Wisconsin has recently seen a staunch increase in the number of women business owners despite a struggling economic atmosphere.
According to Wendy Baumann, president of the Wisconsin Women’s Business Initiative Corporation, an organization that promotes business learning, women have played a major role in creating new jobs in Wisconsin by starting businesses in all sectors of the economy.
“They are starting businesses in construction, IT, in service businesses and in retail, so that’s very healthy that we don’t just have women owning one market,” Baumann said.
An American Express OPEN report released in 2012 said Wisconsin has an estimated 119,200 women-owned firms, which generate $22.5 billion in revenue.
According to Small Business Administration of Wisconsin District Director Eric Ness, SBA has granted 277 loans to women business owners in 2011, which added up to a total of almost $78 million.
Ness added that from Oct. 1, 2011, to March 31, 2012, SBA gave 119 loans to women business owners, totaling more than $27 million.
SBA provides various measures of support to women in business, according to Ness. He said SBA trains women on how to start up businesses, works with lenders to secure funding and assists small businesses in obtaining federal contracts. The organization has centers located across Wisconsin in Madison, Milwaukee, Kenosha, Racine and Eau Claire.
SBA is currently developing a program that would expand federal contract opportunities for women business owners, granting them 5 percent of all federal contracts, Ness said.
“I’ve talked to some women entrepreneurs that have utilized the program and were successful in getting contracts,” Ness said. “It is ongoing and it is working from what I’m hearing.”
Baumann said WWBIC also continues to help women grow and develop their businesses through the availability of seminars focused on starting, growing and maintaining small businesses.
She added that women focus primarily on starting businesses that tend to maintain their size instead of growing.
“If we can harness those small businesses and get them to be million dollar companies, we’d have greater job growth and economic development,” Baumann said.
Baumann said entrepreneurship has proved to be a successful career for both men and women because of the flexibility that allows people to manage their business, as well as a family and personal life.
She added technology has played an important factor in the success of the business sector as well, because people can work from home via phone and computer connections.
Wisconsin Small Business Development Center Director Neil Lerner said service providers play an important role in helping women start businesses in Dane County.
He said providing open and friendly service while assisting new clients and increasing the availability of financing for women can encourage and guide them to start their own businesses.
“I don’t personally believe you can motivate a person, man or woman, to do something they’re not comfortable with or don’t want to do, but when they show an initiative to explore starting a business, then you can be encouraging and open to assisting them,” Lerner said.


* [Exercise details] Reproduce every record exactly as written.

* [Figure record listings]
* * *

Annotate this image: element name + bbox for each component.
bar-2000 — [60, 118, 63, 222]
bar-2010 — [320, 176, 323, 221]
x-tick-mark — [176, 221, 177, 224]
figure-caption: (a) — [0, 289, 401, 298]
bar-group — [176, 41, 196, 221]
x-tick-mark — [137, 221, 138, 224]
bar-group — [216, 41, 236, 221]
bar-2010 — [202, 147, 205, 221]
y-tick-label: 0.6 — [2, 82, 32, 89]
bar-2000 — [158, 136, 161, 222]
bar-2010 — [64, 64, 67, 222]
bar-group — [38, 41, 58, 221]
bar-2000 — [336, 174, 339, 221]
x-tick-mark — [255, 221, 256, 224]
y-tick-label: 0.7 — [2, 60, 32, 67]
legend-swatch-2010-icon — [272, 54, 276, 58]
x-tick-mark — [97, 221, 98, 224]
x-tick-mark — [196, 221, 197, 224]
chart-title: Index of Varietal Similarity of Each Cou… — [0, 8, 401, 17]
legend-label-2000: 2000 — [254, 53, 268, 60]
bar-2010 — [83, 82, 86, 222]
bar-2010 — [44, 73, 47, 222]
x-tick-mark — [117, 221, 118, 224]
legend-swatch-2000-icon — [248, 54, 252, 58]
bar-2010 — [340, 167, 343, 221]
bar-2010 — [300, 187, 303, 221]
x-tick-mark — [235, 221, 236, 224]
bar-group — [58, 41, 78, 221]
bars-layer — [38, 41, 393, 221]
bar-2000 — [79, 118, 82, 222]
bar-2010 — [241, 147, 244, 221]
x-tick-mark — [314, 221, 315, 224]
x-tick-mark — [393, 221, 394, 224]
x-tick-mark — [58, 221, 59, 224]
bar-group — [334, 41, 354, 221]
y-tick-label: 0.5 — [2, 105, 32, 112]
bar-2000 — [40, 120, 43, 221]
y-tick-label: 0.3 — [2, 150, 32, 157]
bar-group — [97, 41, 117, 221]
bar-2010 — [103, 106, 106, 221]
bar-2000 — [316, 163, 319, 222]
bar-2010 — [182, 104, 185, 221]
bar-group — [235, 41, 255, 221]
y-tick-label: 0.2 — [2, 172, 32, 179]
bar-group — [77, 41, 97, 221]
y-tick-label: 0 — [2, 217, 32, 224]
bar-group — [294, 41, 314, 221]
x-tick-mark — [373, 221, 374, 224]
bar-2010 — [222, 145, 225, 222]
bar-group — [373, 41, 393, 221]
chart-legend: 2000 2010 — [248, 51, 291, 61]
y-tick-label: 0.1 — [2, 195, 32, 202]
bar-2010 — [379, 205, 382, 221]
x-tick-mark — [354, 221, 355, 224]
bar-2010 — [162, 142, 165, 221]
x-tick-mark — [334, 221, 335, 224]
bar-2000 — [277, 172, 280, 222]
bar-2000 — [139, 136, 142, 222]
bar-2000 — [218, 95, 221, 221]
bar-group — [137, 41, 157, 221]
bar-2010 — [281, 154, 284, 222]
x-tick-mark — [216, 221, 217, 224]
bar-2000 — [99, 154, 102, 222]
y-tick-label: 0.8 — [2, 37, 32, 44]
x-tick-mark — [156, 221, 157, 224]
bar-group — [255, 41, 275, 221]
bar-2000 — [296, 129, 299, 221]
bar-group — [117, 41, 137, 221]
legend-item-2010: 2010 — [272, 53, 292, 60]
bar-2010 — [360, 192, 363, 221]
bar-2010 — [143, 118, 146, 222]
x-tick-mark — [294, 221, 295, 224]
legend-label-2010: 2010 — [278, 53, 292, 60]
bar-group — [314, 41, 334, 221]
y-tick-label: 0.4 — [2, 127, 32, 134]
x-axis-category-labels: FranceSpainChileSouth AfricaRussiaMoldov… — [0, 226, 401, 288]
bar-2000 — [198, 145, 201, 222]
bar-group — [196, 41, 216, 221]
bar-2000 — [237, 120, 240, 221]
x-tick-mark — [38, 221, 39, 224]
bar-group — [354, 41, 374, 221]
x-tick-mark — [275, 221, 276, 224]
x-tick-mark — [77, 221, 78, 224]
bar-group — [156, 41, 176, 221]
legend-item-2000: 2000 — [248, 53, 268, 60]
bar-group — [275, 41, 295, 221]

* * *

* [Solved exercise]
Annotate this image: element name + bbox for each component.
bar-2000 — [60, 118, 63, 222]
bar-2010 — [320, 176, 323, 221]
x-tick-mark — [176, 221, 177, 224]
figure-caption: (a) — [0, 289, 401, 298]
bar-group — [176, 41, 196, 221]
x-tick-mark — [137, 221, 138, 224]
bar-group — [216, 41, 236, 221]
bar-2010 — [202, 147, 205, 221]
y-tick-label: 0.6 — [2, 82, 32, 89]
bar-2000 — [158, 136, 161, 222]
bar-2010 — [64, 64, 67, 222]
bar-group — [38, 41, 58, 221]
bar-2000 — [336, 174, 339, 221]
x-tick-mark — [255, 221, 256, 224]
y-tick-label: 0.7 — [2, 60, 32, 67]
legend-swatch-2010-icon — [272, 54, 276, 58]
x-tick-mark — [97, 221, 98, 224]
x-tick-mark — [196, 221, 197, 224]
chart-title: Index of Varietal Similarity of Each Cou… — [0, 8, 401, 17]
legend-label-2000: 2000 — [254, 53, 268, 60]
bar-2010 — [83, 82, 86, 222]
bar-2010 — [44, 73, 47, 222]
x-tick-mark — [117, 221, 118, 224]
legend-swatch-2000-icon — [248, 54, 252, 58]
bar-2010 — [340, 167, 343, 221]
bar-2010 — [300, 187, 303, 221]
x-tick-mark — [235, 221, 236, 224]
bar-group — [58, 41, 78, 221]
bars-layer — [38, 41, 393, 221]
bar-2000 — [79, 118, 82, 222]
bar-2010 — [241, 147, 244, 221]
x-tick-mark — [314, 221, 315, 224]
x-tick-mark — [393, 221, 394, 224]
x-tick-mark — [58, 221, 59, 224]
bar-group — [334, 41, 354, 221]
y-tick-label: 0.5 — [2, 105, 32, 112]
bar-2000 — [40, 120, 43, 221]
y-tick-label: 0.3 — [2, 150, 32, 157]
bar-group — [97, 41, 117, 221]
bar-2010 — [103, 106, 106, 221]
bar-2000 — [316, 163, 319, 222]
bar-2010 — [182, 104, 185, 221]
bar-group — [235, 41, 255, 221]
y-tick-label: 0.2 — [2, 172, 32, 179]
bar-group — [77, 41, 97, 221]
y-tick-label: 0 — [2, 217, 32, 224]
bar-group — [294, 41, 314, 221]
x-tick-mark — [373, 221, 374, 224]
bar-2010 — [222, 145, 225, 222]
bar-group — [373, 41, 393, 221]
chart-legend: 2000 2010 — [248, 51, 291, 61]
y-tick-label: 0.1 — [2, 195, 32, 202]
bar-2010 — [379, 205, 382, 221]
x-tick-mark — [354, 221, 355, 224]
bar-2010 — [162, 142, 165, 221]
x-tick-mark — [334, 221, 335, 224]
bar-2000 — [277, 172, 280, 222]
bar-2000 — [139, 136, 142, 222]
bar-2000 — [218, 95, 221, 221]
bar-group — [137, 41, 157, 221]
bar-2010 — [281, 154, 284, 222]
x-tick-mark — [216, 221, 217, 224]
bar-2000 — [99, 154, 102, 222]
y-tick-label: 0.8 — [2, 37, 32, 44]
x-tick-mark — [156, 221, 157, 224]
bar-group — [255, 41, 275, 221]
bar-2000 — [296, 129, 299, 221]
bar-group — [117, 41, 137, 221]
legend-item-2010: 2010 — [272, 53, 292, 60]
bar-2010 — [360, 192, 363, 221]
bar-2010 — [143, 118, 146, 222]
x-tick-mark — [294, 221, 295, 224]
legend-label-2010: 2010 — [278, 53, 292, 60]
bar-group — [314, 41, 334, 221]
y-tick-label: 0.4 — [2, 127, 32, 134]
x-axis-category-labels: FranceSpainChileSouth AfricaRussiaMoldov… — [0, 226, 401, 288]
bar-2000 — [198, 145, 201, 222]
bar-group — [196, 41, 216, 221]
bar-2000 — [237, 120, 240, 221]
x-tick-mark — [38, 221, 39, 224]
bar-group — [354, 41, 374, 221]
x-tick-mark — [275, 221, 276, 224]
x-tick-mark — [77, 221, 78, 224]
bar-group — [156, 41, 176, 221]
legend-item-2000: 2000 — [248, 53, 268, 60]
bar-group — [275, 41, 295, 221]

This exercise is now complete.